Migrant aid group suspends rescue ship off Libya, cites risk

By Frances D'Emilio, The Associated Press

ROME – Doctors Without Borders said Saturday it is temporarily suspending the activity of its rescue ship due to alleged threats from Libya’s coast guard, which has become more aggressive in patrolling the coasts where human traffickers launch boats crowded with migrants desperate to reach Europe.

The humanitarian group said the rescue co-ordinationcentre operated by Italy’s coast guard had informed it on Friday that the Libyan threats pose a security risk. The group added that Libyan authorities declared their own rescue area, extending into international waters, the same day.

Doctors Without Borders says its medical crew will keep working from a ship operated by another aid group while its own vessel, Prudence, is not involved in migrant rescues.

The Italian government agreed last month to dispatch a naval mission to assist the Libyan coast guard with anti-smuggler patrols. Hundreds of thousands of rescued asylum-seekers, many of them fleeing poverty in Africa, have been brought to safety in Italian ports in recent years.

The government also has pressured rescue groups to sign on to rules that would forbid them from entering Libyan waters to save migrants without specific authorization and require them to agree that armed Italian judicial authorities may board their ships.

Italy is requiring groups operating rescue ships to subscribe to the rules else or risk not being allowed to dock in Italian ports. Doctors Without Borders has refused to endorse the rules, while some other humanitarian groups have given their approval.

Critics of the new policies say they could put lives at risk by delaying rescues in Libyan waters. They also contend that if the Libyan coast guard blocks smugglers’ boats, migrants will be returned to inhumane conditions, including beatings and forced labour, in Libyan detention centres.

“If humanitarian ships are pushed out of the Mediterranean, there will be fewer ships ready to aid persons before they drown,” Doctors Without Borders Italy President Loris De Filippi said in a statement. “And whoever doesn’t drown will be intercepted and brought back to Libya, which we know to be a place of absent legality, arbitrary detention and extreme violence.”

A Spanish humanitarian group, Proactiva Open Arms, said the Libyan coast guard ordered its rescue ship to move north and fired warning shots last week when the vessel was involved in search-and-rescue work outside of Libyan territory.

Humanitarian groups have had ships monitoring the Mediterranean Sea outside of Libya’s territorial waters to help rescue migrants from smugglers’ boats in distress. The Italian coast guard co-ordinates the rescues, including those conducted by naval vessels from other European countries.

Anti-migrant sentiment has been rising in Italy, where newcomers from Africa and the Middle East are being blamed for crimes.

Italian news agency ANSA reported Saturday that Italian authorities have issued an arrest warrant for a Somali man who had applied for asylum in Sicily. The asylum-seeker was identified as one of some 50 Somalis wanted for the 2011 hijacking of an Italian oil tanker off the coast of Somalia.

ANSA said the man’s fingerprints matched ones taken from the hijacked tanker. The ship’s 22-person crew was held for ransom for several months. ANSA, citing court documents, said $11.5 million was paid for the ship’s release.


Task statement:
Which lines of the listing below contain the word "legend"? Copy each of them.

━━━━━ Records supplied

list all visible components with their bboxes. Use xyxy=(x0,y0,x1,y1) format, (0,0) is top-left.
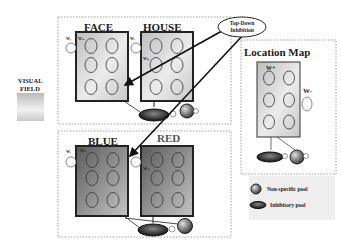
top-down-label-1: Top-Down xyxy=(230,20,255,26)
location-w-minus: W- xyxy=(303,87,313,95)
red-w-plus: W+ xyxy=(143,166,150,171)
visual-field-label-2: FIELD xyxy=(20,85,40,92)
color-nonspecific-pool xyxy=(178,219,193,234)
blue-box xyxy=(76,146,128,216)
diagram-canvas: VISUAL FIELD FACE W+ W- HOUSE W+ W- xyxy=(0,0,341,249)
blue-w-minus: W- xyxy=(66,149,72,154)
color-pools xyxy=(124,216,193,236)
house-w-plus: W+ xyxy=(143,56,150,61)
location-inhibitory-pool xyxy=(257,152,283,162)
face-self-loop xyxy=(66,43,76,53)
legend-nonspecific-label: Non-specific pool xyxy=(267,186,308,192)
legend-inhibitory-icon xyxy=(250,202,266,209)
legend-box xyxy=(249,176,335,220)
visual-field-label-1: VISUAL xyxy=(18,77,43,84)
face-w-plus: W+ xyxy=(78,36,85,41)
legend-inhibitory-label: Inhibitory pool xyxy=(270,202,306,208)
red-box xyxy=(141,146,193,216)
face-box xyxy=(76,32,128,101)
face-pool: FACE W+ W- xyxy=(66,21,128,101)
object-pools xyxy=(124,101,199,121)
house-box xyxy=(141,32,193,101)
red-self-loop xyxy=(131,157,141,167)
house-pool: HOUSE W+ W- xyxy=(130,21,193,101)
legend: Non-specific pool Inhibitory pool xyxy=(249,176,335,220)
red-title: RED xyxy=(157,132,180,144)
top-down-label-2: Inhibition xyxy=(230,27,254,33)
object-nonspecific-pool xyxy=(180,104,194,118)
location-title: Location Map xyxy=(244,46,310,58)
face-w-minus: W- xyxy=(66,36,72,41)
visual-field: VISUAL FIELD xyxy=(17,77,44,121)
blue-pool: BLUE W+ W- xyxy=(66,135,128,216)
location-self-loop xyxy=(302,97,312,111)
location-map: Location Map W+ W- xyxy=(244,46,313,164)
legend-nonspecific-icon xyxy=(251,184,261,194)
house-w-minus: W- xyxy=(130,36,136,41)
house-self-loop xyxy=(131,43,141,53)
blue-self-loop xyxy=(66,157,76,167)
blue-w-plus: W+ xyxy=(80,148,87,153)
location-w-plus: W+ xyxy=(266,65,276,71)
location-nonspecific-pool xyxy=(290,150,304,164)
visual-field-box xyxy=(17,93,44,121)
color-inhibitory-pool xyxy=(138,224,168,236)
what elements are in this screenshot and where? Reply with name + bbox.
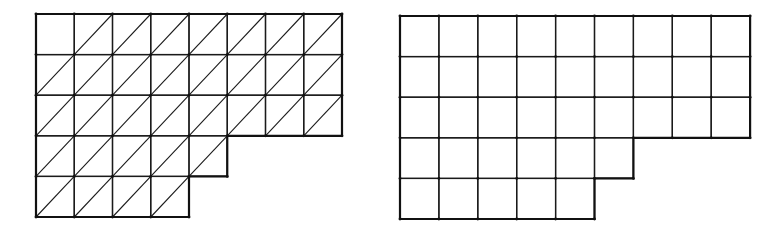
mesh-node [111,94,114,97]
triangle-diagonal [74,95,112,136]
mesh-node [111,134,114,137]
triangle-diagonal [304,55,342,96]
mesh-node [188,53,191,56]
triangle-diagonal [113,14,151,55]
mesh-node [188,175,191,178]
mesh-node [399,218,402,221]
triangle-diagonal [227,95,265,136]
mesh-node [554,96,557,99]
mesh-node [632,136,635,139]
mesh-node [515,136,518,139]
mesh-node [671,15,674,18]
mesh-node [632,177,635,180]
mesh-node [226,134,229,137]
mesh-node [749,96,752,99]
mesh-node [149,13,152,16]
mesh-node [188,134,191,137]
mesh-node [671,55,674,58]
triangle-diagonal [74,14,112,55]
mesh-cell [517,178,556,219]
mesh-node [554,136,557,139]
mesh-node [111,53,114,56]
mesh-cell [556,138,595,179]
triangle-diagonal [151,95,189,136]
triangle-diagonal [74,136,112,177]
mesh-cell [517,138,556,179]
mesh-node [476,55,479,58]
mesh-node [73,94,76,97]
mesh-node [438,218,441,221]
mesh-cell [517,97,556,138]
mesh-cell [439,138,478,179]
mesh-node [73,13,76,16]
triangle-diagonal [113,136,151,177]
mesh-cell [478,138,517,179]
triangle-diagonal [304,14,342,55]
mesh-node [554,55,557,58]
mesh-node [438,136,441,139]
mesh-cell [478,97,517,138]
triangle-diagonal [189,14,227,55]
triangle-diagonal [36,136,74,177]
mesh-node [632,55,635,58]
mesh-node [515,177,518,180]
mesh-node [73,175,76,178]
mesh-node [264,134,267,137]
triangle-diagonal [36,55,74,96]
mesh-cell [478,178,517,219]
triangle-diagonal [113,176,151,217]
mesh-node [226,175,229,178]
mesh-node [149,175,152,178]
mesh-node [399,136,402,139]
mesh-node [264,53,267,56]
triangle-diagonal [151,136,189,177]
mesh-cell [672,16,711,57]
mesh-node [593,218,596,221]
mesh-cell [633,16,672,57]
mesh-cell [439,16,478,57]
mesh-node [554,15,557,18]
mesh-node [399,15,402,18]
mesh-node [73,53,76,56]
domain-boundary [400,16,750,219]
mesh-cell [400,138,439,179]
triangle-diagonal [189,136,227,177]
mesh-node [341,94,344,97]
mesh-node [73,216,76,219]
mesh-cell [711,57,750,98]
mesh-node [554,218,557,221]
mesh-node [111,216,114,219]
mesh-node [35,13,38,16]
mesh-cell [556,178,595,219]
mesh-node [226,94,229,97]
mesh-node [35,134,38,137]
mesh-node [710,15,713,18]
mesh-node [710,96,713,99]
mesh-node [264,13,267,16]
mesh-cell [711,16,750,57]
mesh-cell [595,16,634,57]
mesh-cell [517,57,556,98]
triangle-diagonal [36,95,74,136]
mesh-node [302,53,305,56]
mesh-cell [711,97,750,138]
mesh-node [515,15,518,18]
mesh-node [476,96,479,99]
mesh-cell [400,178,439,219]
mesh-node [302,94,305,97]
triangle-diagonal [74,55,112,96]
mesh-cell [439,178,478,219]
triangle-diagonal [304,95,342,136]
triangle-diagonal [151,14,189,55]
mesh-node [671,96,674,99]
mesh-node [632,15,635,18]
mesh-node [188,94,191,97]
mesh-node [749,55,752,58]
mesh-node [149,216,152,219]
triangle-diagonal [227,14,265,55]
mesh-node [35,175,38,178]
mesh-cell [556,97,595,138]
mesh-node [476,15,479,18]
mesh-node [476,218,479,221]
mesh-node [149,53,152,56]
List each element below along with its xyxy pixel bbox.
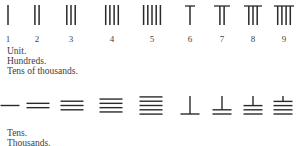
digit-label: 9 bbox=[274, 34, 294, 44]
horizontal-numeral-5 bbox=[140, 97, 163, 114]
caption-tens: Tens. bbox=[7, 128, 27, 138]
horizontal-numeral-7 bbox=[213, 96, 232, 114]
digit-label: 7 bbox=[212, 34, 232, 44]
rod-numerals-figure: 1 2 3 4 5 6 7 8 9 Unit. Hundreds. Tens o… bbox=[0, 0, 302, 146]
vertical-numerals-row bbox=[8, 5, 294, 25]
digit-label: 2 bbox=[27, 34, 47, 44]
vertical-numeral-4 bbox=[106, 5, 119, 25]
digit-label: 8 bbox=[243, 34, 263, 44]
horizontal-numerals-row bbox=[1, 96, 293, 114]
vertical-numeral-9 bbox=[274, 6, 294, 25]
vertical-numeral-3 bbox=[67, 5, 75, 25]
digit-label: 3 bbox=[61, 34, 81, 44]
vertical-numeral-7 bbox=[214, 6, 230, 25]
vertical-numeral-8 bbox=[244, 6, 262, 25]
digit-label: 5 bbox=[142, 34, 162, 44]
digit-label: 1 bbox=[0, 34, 18, 44]
vertical-numeral-5 bbox=[144, 5, 161, 25]
horizontal-numeral-3 bbox=[61, 101, 84, 110]
horizontal-numeral-9 bbox=[274, 96, 293, 114]
horizontal-numeral-6 bbox=[181, 96, 200, 114]
digit-label: 4 bbox=[102, 34, 122, 44]
caption-tens-of-thousands: Tens of thousands. bbox=[7, 66, 78, 76]
vertical-numeral-2 bbox=[35, 5, 39, 25]
caption-thousands: Thousands. bbox=[7, 138, 51, 146]
caption-hundreds: Hundreds. bbox=[7, 56, 46, 66]
digit-label: 6 bbox=[180, 34, 200, 44]
vertical-numeral-6 bbox=[185, 6, 195, 25]
caption-unit: Unit. bbox=[7, 46, 26, 56]
horizontal-numeral-2 bbox=[27, 103, 50, 107]
horizontal-numeral-4 bbox=[100, 99, 123, 112]
horizontal-numeral-8 bbox=[244, 96, 263, 114]
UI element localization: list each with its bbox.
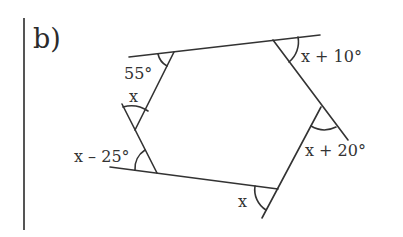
angle-label-top-left: 55° <box>124 64 152 83</box>
angle-label-bottom-right: x <box>238 192 247 211</box>
arc-top-right <box>289 37 298 62</box>
angle-label-left: x <box>129 87 138 106</box>
hexagon-diagram: 55° x x – 25° x x + 20° x + 10° <box>0 0 403 237</box>
arc-top-left <box>158 54 167 66</box>
angle-label-top-right: x + 10° <box>301 47 362 66</box>
lower-right-edge <box>262 107 321 218</box>
angle-label-right: x + 20° <box>305 141 366 160</box>
arc-bottom-right <box>255 186 266 210</box>
angle-label-bottom-left: x – 25° <box>74 147 130 166</box>
arc-right <box>311 126 336 130</box>
arc-bottom-left <box>135 150 145 170</box>
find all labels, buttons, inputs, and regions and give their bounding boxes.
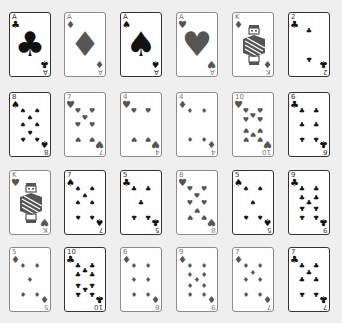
club-icon: ♣	[299, 203, 305, 210]
diamond-icon: ♦	[20, 289, 26, 296]
pip-area: ♠♠♠♠♠♠♠	[73, 185, 97, 220]
diamond-icon: ♦	[257, 289, 263, 296]
heart-icon: ♥	[75, 134, 81, 141]
diamond-icon: ♦	[187, 263, 193, 270]
heart-icon: ♥	[75, 121, 81, 128]
card-a-of-diamonds[interactable]: A♦A♦♦	[64, 12, 106, 77]
club-icon: ♣	[313, 195, 319, 202]
club-icon: ♣	[131, 186, 137, 193]
card-7-of-diamonds[interactable]: 7♦7♦♦♦♦♦♦♦♦	[232, 247, 274, 312]
pip-area: ♦♦♦♦♦♦	[129, 262, 153, 297]
card-10-of-hearts[interactable]: 10♥10♥♥♥♥♥♥♥♥♥♥♥	[232, 92, 274, 157]
heart-icon: ♥	[187, 186, 193, 193]
card-7-of-hearts[interactable]: 7♥7♥♥♥♥♥♥♥♥	[64, 92, 106, 157]
card-a-of-clubs[interactable]: A♣A♣♣	[9, 12, 51, 77]
spade-icon: ♠	[250, 199, 256, 206]
card-5-of-spades[interactable]: 5♠5♠♠♠♠♠♠	[232, 170, 274, 235]
club-icon: ♣	[313, 289, 319, 296]
diamond-icon: ♦	[201, 289, 207, 296]
diamond-icon: ♦	[131, 289, 137, 296]
heart-icon: ♥	[250, 130, 256, 137]
club-icon: ♣	[10, 26, 50, 62]
card-a-of-hearts[interactable]: A♥A♥♥	[176, 12, 218, 77]
pip-area: ♦♦♦♦♦	[18, 262, 42, 297]
club-icon: ♣	[75, 263, 81, 270]
diamond-icon: ♦	[34, 289, 40, 296]
diamond-icon: ♦	[201, 108, 207, 115]
pip-area: ♦♦♦♦	[185, 107, 209, 142]
card-7-of-spades[interactable]: 7♠7♠♠♠♠♠♠♠♠	[64, 170, 106, 235]
card-6-of-diamonds[interactable]: 6♦6♦♦♦♦♦♦♦	[120, 247, 162, 312]
heart-icon: ♥	[131, 134, 137, 141]
diamond-icon: ♦	[145, 263, 151, 270]
heart-icon: ♥	[201, 212, 207, 219]
pip-area: ♣♣♣♣♣♣♣	[297, 262, 321, 297]
club-icon: ♣	[299, 121, 305, 128]
spade-icon: ♠	[82, 192, 88, 199]
diamond-icon: ♦	[201, 272, 207, 279]
pip-area: ♠♠♠♠♠♠♠♠	[18, 107, 42, 142]
club-icon: ♣	[313, 134, 319, 141]
card-k-of-diamonds[interactable]: K♦K♦	[232, 12, 274, 77]
card-9-of-diamonds[interactable]: 9♦9♦♦♦♦♦♦♦♦♦♦	[176, 247, 218, 312]
spade-icon: ♠	[89, 186, 95, 193]
diamond-icon: ♦	[201, 134, 207, 141]
card-5-of-clubs[interactable]: 5♣5♣♣♣♣♣♣	[120, 170, 162, 235]
club-icon: ♣	[131, 212, 137, 219]
diamond-icon: ♦	[243, 263, 249, 270]
club-icon: ♣	[89, 289, 95, 296]
card-a-of-spades[interactable]: A♠A♠♠	[120, 12, 162, 77]
card-2-of-clubs[interactable]: 2♣2♣♣♣	[288, 12, 330, 77]
spade-icon: ♠	[75, 186, 81, 193]
diamond-icon: ♦	[187, 280, 193, 287]
card-9-of-clubs[interactable]: 9♣9♣♣♣♣♣♣♣♣♣♣	[288, 170, 330, 235]
heart-icon: ♥	[243, 108, 249, 115]
spade-icon: ♠	[89, 212, 95, 219]
card-8-of-spades[interactable]: 8♠8♠♠♠♠♠♠♠♠♠	[9, 92, 51, 157]
club-icon: ♣	[75, 280, 81, 287]
heart-icon: ♥	[75, 108, 81, 115]
club-icon: ♣	[306, 54, 312, 61]
diamond-icon: ♦	[145, 276, 151, 283]
heart-icon: ♥	[177, 26, 217, 62]
pip-area: ♦♦♦♦♦♦♦♦♦	[185, 262, 209, 297]
card-4-of-diamonds[interactable]: 4♦4♦♦♦♦♦	[176, 92, 218, 157]
heart-icon: ♥	[89, 108, 95, 115]
card-10-of-clubs[interactable]: 10♣10♣♣♣♣♣♣♣♣♣♣♣	[64, 247, 106, 312]
diamond-icon: ♦	[187, 108, 193, 115]
diamond-icon: ♦	[187, 134, 193, 141]
spade-icon: ♠	[89, 199, 95, 206]
diamond-icon: ♦	[27, 276, 33, 283]
pip-area: ♣♣♣♣♣♣♣♣♣♣	[73, 262, 97, 297]
spade-icon: ♠	[243, 186, 249, 193]
heart-icon: ♥	[257, 117, 263, 124]
pip-area: ♥♥♥♥♥♥♥	[73, 107, 97, 142]
card-7-of-clubs[interactable]: 7♣7♣♣♣♣♣♣♣♣	[288, 247, 330, 312]
spade-icon: ♠	[34, 134, 40, 141]
club-icon: ♣	[313, 212, 319, 219]
club-icon: ♣	[299, 108, 305, 115]
card-5-of-diamonds[interactable]: 5♦5♦♦♦♦♦♦	[9, 247, 51, 312]
pip-area: ♥♥♥♥	[129, 107, 153, 142]
card-8-of-hearts[interactable]: 8♥8♥♥♥♥♥♥♥♥♥	[176, 170, 218, 235]
spade-icon: ♠	[20, 134, 26, 141]
heart-icon: ♥	[82, 114, 88, 121]
heart-icon: ♥	[257, 134, 263, 141]
card-4-of-hearts[interactable]: 4♥4♥♥♥♥♥	[120, 92, 162, 157]
spade-icon: ♠	[27, 128, 33, 135]
card-6-of-clubs[interactable]: 6♣6♣♣♣♣♣♣♣	[288, 92, 330, 157]
spade-icon: ♠	[75, 212, 81, 219]
pip-area: ♠♠♠♠♠	[241, 185, 265, 220]
heart-icon: ♥	[187, 212, 193, 219]
pip-area: ♣♣	[297, 27, 321, 62]
spade-icon: ♠	[20, 108, 26, 115]
diamond-icon: ♦	[201, 263, 207, 270]
heart-icon: ♥	[145, 134, 151, 141]
club-icon: ♣	[313, 203, 319, 210]
card-k-of-hearts[interactable]: K♥K♥	[9, 170, 51, 235]
pip-area: ♣♣♣♣♣♣	[297, 107, 321, 142]
diamond-icon: ♦	[20, 263, 26, 270]
spade-icon: ♠	[121, 26, 161, 62]
club-icon: ♣	[299, 186, 305, 193]
diamond-icon: ♦	[257, 263, 263, 270]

━━━━━━━━━━

Response to this task:
legend-nonspecific-label: Non-specific pool xyxy=(267,186,308,192)
legend-inhibitory-icon xyxy=(250,202,266,209)
legend-box xyxy=(249,176,335,220)
legend-inhibitory-label: Inhibitory pool xyxy=(270,202,306,208)
legend: Non-specific pool Inhibitory pool xyxy=(249,176,335,220)
legend-nonspecific-icon xyxy=(251,184,261,194)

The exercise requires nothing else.